Long distance love destined to fail
Eric Long
Fitter, Happier ...
This is a scenario common to all people in all walks of life but it is especially poignant for college students. Okay, only repressed college males who love music from REM's middle period.
Anyway, listen in on one side of this telephone conversation between a couple let's call the male "Joey" and the female "Debbie." Joey is enrolled at a big state college and Debbie attends a small, obscure liberal arts college in the Pacific Northwest. These two are testing the waters of a long distance relationship they have been suffering for four months.
This is Joey's part: "Hello, Debbie ... What do you mean I sound `different?'... No, I'm fine ... Of course I'm happy to hear from you ... No, really ... Honey, don't ... No, I don't hate you ..." and then five hours and 67 games of free cell later "Aw, I love you too. Call me tomorrow."
Lord, have mercy on the roommates of long distance lovers if for no other reason than for having to overhear such drivel on a nightly basis. There is something unnatural about long distance relationships, but I can't quite unravel the strange mystery oh yeah, the mystery is it's hard to stay intimate with a significant other when there is no physical contact.
Easy one after all. Eventually no matter how much love there is in the long distance relationship each participant becomes nothing more than a disembodied, static-riddled voice on the phone.
Don't get me wrong, some long distance couples have the right characteristics true love or mostly an overwhelming fear of being alone to make it back home. But the odds are not good. I could throw out a made-up statistic about the rate that long distance mates actually succeed but I won't.
Instead I have determined to make a rigorous inquiry into the types of long distance relationships and the various reasons they fail. Not unlike Aristotle, I will attempt to persuade you with a barrage of complex reasoning and with any luck I'll remedy this plague.
What, you ask, is the plague? Why, the plague of long distance recidivism, my friend. In the face of insurmountable failure in the form of dejected roomies, downtrodden friends, hysterical TA's, etc. the long distance lover climbs on. What so diseases the mind, causes this blindness? Why do these masochists continue their mad journey?
Let us begin with high school sweethearts, those gentle and kind loves that fall apart like rickety windmills in the slightest breeze. Commonly, they have been together for a year and a half and they decide to stay together after senior year, the prom, graduation I know you've met these poor fools.
They go to different schools and inevitably one of three main failure scenarios manifests itself: the "I can get the same thing, only right next door, though not literally because we have same-sex dorms" pretext, which is self-explanatory; the "I was so drunk and I cheated on you at a party" pretext, also obvious and the abstract-yet-popular "I need my freedom to explore" pretext.
If something like any of these takes place head to Defcon Four or at minimum prepare for a bloody revolution. These scenarios wipe out most fledgling long distance affairs; the survivors branch out into any number of joyless or tedious cause/effect chains.
For instance the "I am going to hold this guilt over your head until you fall to your knees at my feet" chain or the "I'll blackmail you with nude pictures" routine. There is also the classic "I hate your guts and want to break up with you, but I will make you hate my guts and break up with me" bit.
Of course all of these scenarios are destined to fail also leaving the long distance lover to wait for the unexpected, inevitable morning of the "What the hell am I doing?" self-interrogation and maybe an extra long, pensive shower. Most people learn their lesson after one experience but some remain inflicted for years to come.
Now where, you ask, is the joyous, uplifting "term in quotes" for the long distance couple that makes it through the minefield that is college and settles into a terminal, melting Wagnerian bliss?
I don't know. It's not that I cannot conceive of such an event I just don't trust myself to describe it in words.
So, for those of you who, with Ahab-esque resolve, pursue the white whale of long distance success, I have some prescriptive advice.
Always do what you want to do, never change for the other person. Put yourself in the grimy hands of fate, because you can't force love. Don't sweat too much about giving your boyfriend or girlfriend continuous streaming updates of your feelings about the relationship.
If you develop finger calluses from Instant Messenger, if you get a case of the dread "telephone ear," if you actually use all of your stamps before they raise the price again, you might be communicating too much. Don't ignore the voice in your head unless it's saying naughty things about former first lady Hillary Clinton.
Let things run their course. Most importantly, never take on a job in the dining hall to pay your absurdly high phone bill. You will regret it, even if you do end up with the person for whom you made such a scarring sacrifice.
Please keep in mind that some long distance relationships do work about 1.3 percent, according to the latest poll that I just made up.
Eric Long is a PLS major and his column appears every other Wednesday.
The views expressed in this column are those of the author and not necessarily those of The Observer.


EXERCISE AIM =>
The data below is to be copied exactly, line by line.

[Collected data entries]
◆ ◆ ◆
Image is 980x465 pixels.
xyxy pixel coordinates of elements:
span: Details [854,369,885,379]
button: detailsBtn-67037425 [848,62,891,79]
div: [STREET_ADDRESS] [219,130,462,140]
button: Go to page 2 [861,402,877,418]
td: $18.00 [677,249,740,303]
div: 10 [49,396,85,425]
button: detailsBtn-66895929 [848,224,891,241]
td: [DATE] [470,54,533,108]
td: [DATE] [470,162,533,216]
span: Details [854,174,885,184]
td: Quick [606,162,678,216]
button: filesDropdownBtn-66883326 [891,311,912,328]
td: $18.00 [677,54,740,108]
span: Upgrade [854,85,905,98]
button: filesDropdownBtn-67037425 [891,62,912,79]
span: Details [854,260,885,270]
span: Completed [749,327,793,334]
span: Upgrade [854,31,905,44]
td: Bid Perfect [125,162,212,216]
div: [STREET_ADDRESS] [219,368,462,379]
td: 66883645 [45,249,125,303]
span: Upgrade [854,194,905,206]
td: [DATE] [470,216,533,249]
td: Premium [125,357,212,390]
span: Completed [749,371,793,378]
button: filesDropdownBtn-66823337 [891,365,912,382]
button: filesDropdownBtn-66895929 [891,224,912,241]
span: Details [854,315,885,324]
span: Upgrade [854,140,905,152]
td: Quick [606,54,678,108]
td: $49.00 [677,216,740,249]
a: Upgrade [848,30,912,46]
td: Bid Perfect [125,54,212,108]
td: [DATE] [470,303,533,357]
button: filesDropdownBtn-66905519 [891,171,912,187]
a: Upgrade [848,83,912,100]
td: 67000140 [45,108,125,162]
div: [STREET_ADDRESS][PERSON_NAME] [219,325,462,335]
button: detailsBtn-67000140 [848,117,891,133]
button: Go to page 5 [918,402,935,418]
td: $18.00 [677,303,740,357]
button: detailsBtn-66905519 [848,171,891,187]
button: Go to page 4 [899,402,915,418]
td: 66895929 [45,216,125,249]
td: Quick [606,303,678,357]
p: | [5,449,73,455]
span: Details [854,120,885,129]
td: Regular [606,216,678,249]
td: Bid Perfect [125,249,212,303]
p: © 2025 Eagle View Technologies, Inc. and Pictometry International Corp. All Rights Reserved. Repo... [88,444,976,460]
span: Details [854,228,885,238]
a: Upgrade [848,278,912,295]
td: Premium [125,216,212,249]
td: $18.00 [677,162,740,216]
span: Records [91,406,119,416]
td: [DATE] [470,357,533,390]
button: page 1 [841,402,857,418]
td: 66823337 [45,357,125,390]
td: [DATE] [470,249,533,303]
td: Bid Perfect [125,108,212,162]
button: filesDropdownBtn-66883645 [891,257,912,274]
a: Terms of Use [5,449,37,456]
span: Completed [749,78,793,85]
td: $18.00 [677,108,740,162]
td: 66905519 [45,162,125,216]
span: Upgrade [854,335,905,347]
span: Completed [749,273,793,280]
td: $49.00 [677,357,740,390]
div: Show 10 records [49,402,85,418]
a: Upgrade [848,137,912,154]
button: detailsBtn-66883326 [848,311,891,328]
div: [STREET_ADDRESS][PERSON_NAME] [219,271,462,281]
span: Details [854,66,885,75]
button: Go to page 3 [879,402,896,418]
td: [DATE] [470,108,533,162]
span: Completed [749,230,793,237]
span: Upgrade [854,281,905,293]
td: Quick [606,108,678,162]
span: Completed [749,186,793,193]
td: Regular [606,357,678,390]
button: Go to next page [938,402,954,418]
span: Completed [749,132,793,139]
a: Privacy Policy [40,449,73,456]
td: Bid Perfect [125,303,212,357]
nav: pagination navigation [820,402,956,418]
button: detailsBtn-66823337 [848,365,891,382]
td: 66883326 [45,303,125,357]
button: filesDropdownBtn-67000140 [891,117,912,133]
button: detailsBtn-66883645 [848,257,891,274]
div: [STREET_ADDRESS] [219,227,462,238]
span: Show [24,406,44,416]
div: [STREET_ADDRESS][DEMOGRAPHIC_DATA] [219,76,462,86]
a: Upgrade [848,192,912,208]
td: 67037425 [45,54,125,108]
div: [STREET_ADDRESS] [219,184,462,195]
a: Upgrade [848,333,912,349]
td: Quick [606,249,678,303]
◆ ◆ ◆
EXERCISE RESPONSE =>
Image is 980x465 pixels.
xyxy pixel coordinates of elements:
span: Details [854,369,885,379]
button: detailsBtn-67037425 [848,62,891,79]
div: [STREET_ADDRESS] [219,130,462,140]
button: Go to page 2 [861,402,877,418]
td: $18.00 [677,249,740,303]
div: 10 [49,396,85,425]
button: detailsBtn-66895929 [848,224,891,241]
td: [DATE] [470,54,533,108]
td: [DATE] [470,162,533,216]
span: Details [854,174,885,184]
td: Quick [606,162,678,216]
button: filesDropdownBtn-66883326 [891,311,912,328]
td: $18.00 [677,54,740,108]
span: Upgrade [854,85,905,98]
button: filesDropdownBtn-67037425 [891,62,912,79]
span: Details [854,260,885,270]
span: Completed [749,327,793,334]
span: Upgrade [854,31,905,44]
td: Bid Perfect [125,162,212,216]
div: [STREET_ADDRESS] [219,368,462,379]
td: 66883645 [45,249,125,303]
span: Upgrade [854,194,905,206]
td: [DATE] [470,216,533,249]
td: Premium [125,357,212,390]
span: Completed [749,371,793,378]
button: filesDropdownBtn-66823337 [891,365,912,382]
button: filesDropdownBtn-66895929 [891,224,912,241]
span: Details [854,315,885,324]
span: Upgrade [854,140,905,152]
td: Quick [606,54,678,108]
td: $49.00 [677,216,740,249]
a: Upgrade [848,30,912,46]
td: Bid Perfect [125,54,212,108]
td: [DATE] [470,303,533,357]
button: filesDropdownBtn-66905519 [891,171,912,187]
a: Upgrade [848,83,912,100]
td: 67000140 [45,108,125,162]
div: [STREET_ADDRESS][PERSON_NAME] [219,325,462,335]
button: detailsBtn-67000140 [848,117,891,133]
button: Go to page 5 [918,402,935,418]
td: $18.00 [677,303,740,357]
button: detailsBtn-66905519 [848,171,891,187]
button: Go to page 4 [899,402,915,418]
td: 66895929 [45,216,125,249]
td: Quick [606,303,678,357]
p: | [5,449,73,455]
span: Details [854,120,885,129]
td: Regular [606,216,678,249]
td: Bid Perfect [125,249,212,303]
p: © 2025 Eagle View Technologies, Inc. and Pictometry International Corp. All Rights Reserved. Repo... [88,444,976,460]
span: Details [854,228,885,238]
a: Upgrade [848,278,912,295]
td: Premium [125,216,212,249]
td: $18.00 [677,162,740,216]
span: Records [91,406,119,416]
td: [DATE] [470,357,533,390]
button: page 1 [841,402,857,418]
td: 66823337 [45,357,125,390]
td: [DATE] [470,249,533,303]
td: Bid Perfect [125,108,212,162]
button: filesDropdownBtn-66883645 [891,257,912,274]
a: Terms of Use [5,449,37,456]
span: Completed [749,78,793,85]
td: $18.00 [677,108,740,162]
td: 66905519 [45,162,125,216]
span: Upgrade [854,335,905,347]
span: Completed [749,273,793,280]
td: $49.00 [677,357,740,390]
div: Show 10 records [49,402,85,418]
a: Upgrade [848,137,912,154]
button: detailsBtn-66883326 [848,311,891,328]
div: [STREET_ADDRESS][PERSON_NAME] [219,271,462,281]
span: Details [854,66,885,75]
button: Go to page 3 [879,402,896,418]
td: [DATE] [470,108,533,162]
span: Completed [749,230,793,237]
span: Upgrade [854,281,905,293]
td: Quick [606,108,678,162]
span: Completed [749,186,793,193]
td: Regular [606,357,678,390]
button: Go to next page [938,402,954,418]
span: Completed [749,132,793,139]
a: Privacy Policy [40,449,73,456]
td: Bid Perfect [125,303,212,357]
nav: pagination navigation [820,402,956,418]
button: detailsBtn-66823337 [848,365,891,382]
td: 66883326 [45,303,125,357]
button: filesDropdownBtn-67000140 [891,117,912,133]
button: detailsBtn-66883645 [848,257,891,274]
div: [STREET_ADDRESS] [219,227,462,238]
span: Show [24,406,44,416]
div: [STREET_ADDRESS][DEMOGRAPHIC_DATA] [219,76,462,86]
a: Upgrade [848,192,912,208]
td: 67037425 [45,54,125,108]
div: [STREET_ADDRESS] [219,184,462,195]
a: Upgrade [848,333,912,349]
td: Quick [606,249,678,303]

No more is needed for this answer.